Changes to New Zealand research funding rules are “disappointing and worrying” for humanities academics, deans said, as the social sciences become increasingly sidelined from grant schemes.
From 1 February, humanities and social science (Hass) research projects supported by Horizon Europe have lost eligibility for top-up funding from New Zealand’s Ministry of Business, Innovation and Employment (MBIE).
Horizon Europe adds 25 per cent to its research grants to cover overheads like laboratories, consumables and technicians’ pay. The MBIE top-up funding is designed to cover any shortfall with an additional 60 per cent allocation, capped at a little over NZ$1 million (£455,000).
The department said the exclusion of Hass would “better align” the top-up funding with the government’s priorities for the Catalyst Fund, which funnels about NZ$30 million a year into collaborative international research.
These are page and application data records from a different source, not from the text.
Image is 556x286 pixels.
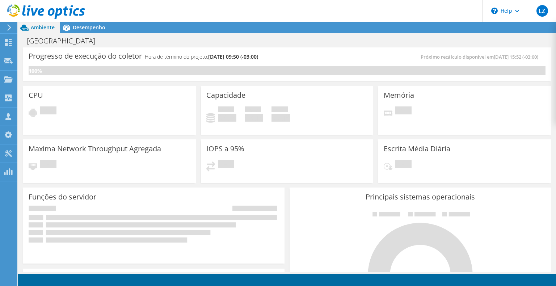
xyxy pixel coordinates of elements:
[29,193,96,201] h3: Funções do servidor
[395,106,411,116] span: Pendente
[295,193,545,201] h3: Principais sistemas operacionais
[383,91,414,99] h3: Memória
[420,54,542,60] span: Próximo recálculo disponível em
[208,53,258,60] span: [DATE] 09:50 (-03:00)
[218,106,234,114] span: Usado
[218,114,236,122] h4: 0 GiB
[493,54,538,60] span: [DATE] 15:52 (-03:00)
[206,91,245,99] h3: Capacidade
[29,145,161,153] h3: Maxima Network Throughput Agregada
[491,8,497,14] svg: \n
[245,106,261,114] span: Disponível
[383,145,450,153] h3: Escrita Média Diária
[73,24,105,31] span: Desempenho
[271,106,288,114] span: Total
[271,114,290,122] h4: 0 GiB
[24,37,106,45] h1: [GEOGRAPHIC_DATA]
[29,91,43,99] h3: CPU
[40,160,56,170] span: Pendente
[536,5,548,17] span: LZ
[218,160,234,170] span: Pendente
[31,24,55,31] span: Ambiente
[395,160,411,170] span: Pendente
[145,53,258,61] h4: Hora de término do projeto:
[245,114,263,122] h4: 0 GiB
[206,145,244,153] h3: IOPS a 95%
[40,106,56,116] span: Pendente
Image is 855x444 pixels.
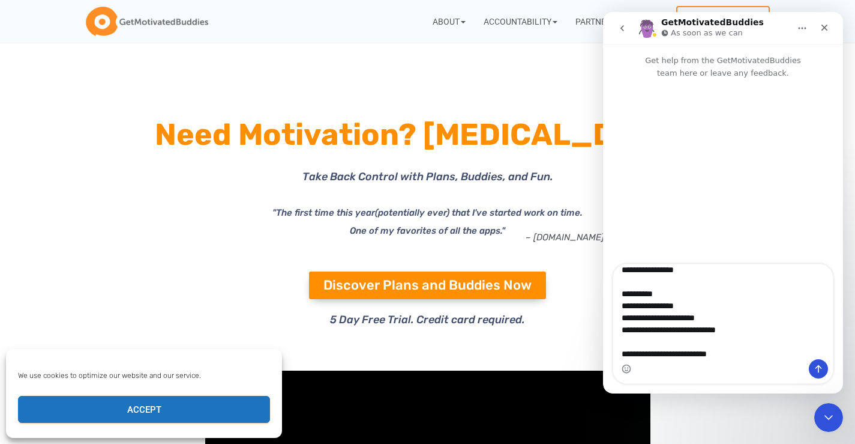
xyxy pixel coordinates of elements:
[18,370,269,381] div: We use cookies to optimize our website and our service.
[18,396,270,423] button: Accept
[302,170,553,183] span: Take Back Control with Plans, Buddies, and Fun.
[309,271,546,299] a: Discover Plans and Buddies Now
[475,6,567,37] a: Accountability
[603,12,843,393] iframe: Intercom live chat
[272,207,375,218] i: "The first time this year
[814,403,843,432] iframe: Intercom live chat
[86,7,208,37] img: GetMotivatedBuddies
[350,207,583,236] i: (potentially ever) that I've started work on time. One of my favorites of all the apps."
[424,6,475,37] a: About
[526,232,604,242] a: – [DOMAIN_NAME]
[631,6,676,37] a: Log In
[567,6,631,37] a: Partners
[330,313,525,326] span: 5 Day Free Trial. Credit card required.
[676,6,770,33] a: Get Started
[323,278,532,292] span: Discover Plans and Buddies Now
[104,113,752,156] h1: Need Motivation? [MEDICAL_DATA]?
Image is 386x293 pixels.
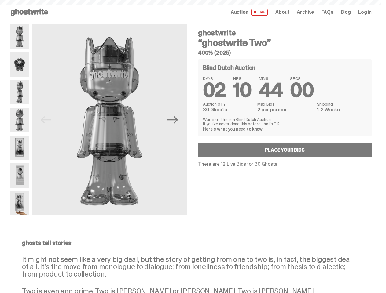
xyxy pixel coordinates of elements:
[321,10,333,15] a: FAQs
[203,78,226,103] span: 02
[203,117,366,126] p: Warning: This is a Blind Dutch Auction. If you’ve never done this before, that’s OK.
[10,80,29,104] img: ghostwrite_Two_2.png
[233,78,251,103] span: 10
[275,10,289,15] a: About
[358,10,371,15] a: Log in
[22,256,359,278] p: It might not seem like a very big deal, but the story of getting from one to two is, in fact, the...
[10,108,29,132] img: ghostwrite_Two_8.png
[290,76,313,81] span: SECS
[198,144,371,157] a: Place your Bids
[166,113,180,127] button: Next
[203,102,253,106] dt: Auction QTY
[198,29,371,37] h4: ghostwrite
[10,136,29,160] img: ghostwrite_Two_14.png
[203,107,253,112] dd: 30 Ghosts
[10,52,29,77] img: ghostwrite_Two_13.png
[203,65,255,71] h4: Blind Dutch Auction
[10,24,29,49] img: ghostwrite_Two_1.png
[22,240,359,246] p: ghosts tell stories
[257,102,313,106] dt: Max Bids
[203,126,262,132] a: Here's what you need to know
[259,78,283,103] span: 44
[259,76,283,81] span: MINS
[198,162,371,167] p: There are 12 Live Bids for 30 Ghosts.
[231,10,248,15] span: Auction
[198,50,371,56] h5: 400% (2025)
[198,38,371,48] h3: “ghostwrite Two”
[203,76,226,81] span: DAYS
[317,107,366,112] dd: 1-2 Weeks
[317,102,366,106] dt: Shipping
[233,76,251,81] span: HRS
[32,24,187,218] img: ghostwrite_Two_1.png
[257,107,313,112] dd: 2 per person
[290,78,313,103] span: 00
[231,9,268,16] a: Auction LIVE
[10,191,29,216] img: ghostwrite_Two_Last.png
[296,10,314,15] a: Archive
[10,163,29,188] img: ghostwrite_Two_17.png
[251,9,268,16] span: LIVE
[340,10,351,15] a: Blog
In early December, then science minister Judith Collins updated Catalyst’s operating rules to make it “laser focused” on “research delivering clear benefits”. She nominated the “clear growth areas of quantum technology, health, biotechnology, artificial intelligence, space and Antarctic research”.
The government has also banned Hass disciplines from its main scheme to support basic research, the Marsden Fund.
“It’s an existential threat for us, but also for the country,” said Bruce Cohen, president of the Sociological Association of Aotearoa New Zealand. “Funding inside as well as outside of the university system was already tight before it was taken from us with these announcements.”
Cohen said a 20-strong team of sociologists in his department a decade ago had been reduced to just nine. “Our postgraduate and post-doctorate researchers are seriously considering the viability of their future study and work prospects here.”
Heather Zwicker, president of the Australasian Council of Deans of Arts, Social Sciences and Humanities (Dassh), said Hass was “the proverbial canary in the coalmine” – as evidenced by the Trump administration’s blocking of research grants through the National Institutes of Health.
“That starts with a tax on the arts; it starts with reducing funding for Hass. That’s why this should be worrying, not just to people who practise in Hass but to all researchers and indeed to all societies,” she said.
“I understand that governments are strapped for cash…and difficult choices have to be made, [but] there’s a…kind of dream around how quickly economic returns [come] from science.”
Hass was overlooked in changes stemming from the first Science System Advisory Group report, despite strong advocacy from the group. “Given the government spends such a high proportion of its budget in the social sector…the importance of high-quality data-informed social sector research…should be obvious,” it said.
The report contains eight references to Hass. The government’s response, outlined in a Cabinet minute, contains none.
Collins, whose tenure as science minister ended on 24 January, insisted that the rule changes would not prevent social research. “There’s plenty of funding in other parts of the system,” she said in a Radio New Zealand interview the same day.
She said she wanted to improve value from science funding by directing money to “science” rather than “frankly indulgent” uses of taxpayers’ money, citing a NZ$660,000 Marsden grant to map Buddhist law in Asia and a NZ$360,000 project investigating the sociological impact of giant sculptures including a carrot, a kiwifruit and a soft drink bottle. “That is the sort of thing that I’ve actually had enough of and I think the New Zealand public [has] too,” Collins said.
Zwicker said it was “always easy” to ridicule individual grants. “The study of big things around New Zealand is actually not about the big carrot – it’s about how people articulate their sense of belonging.”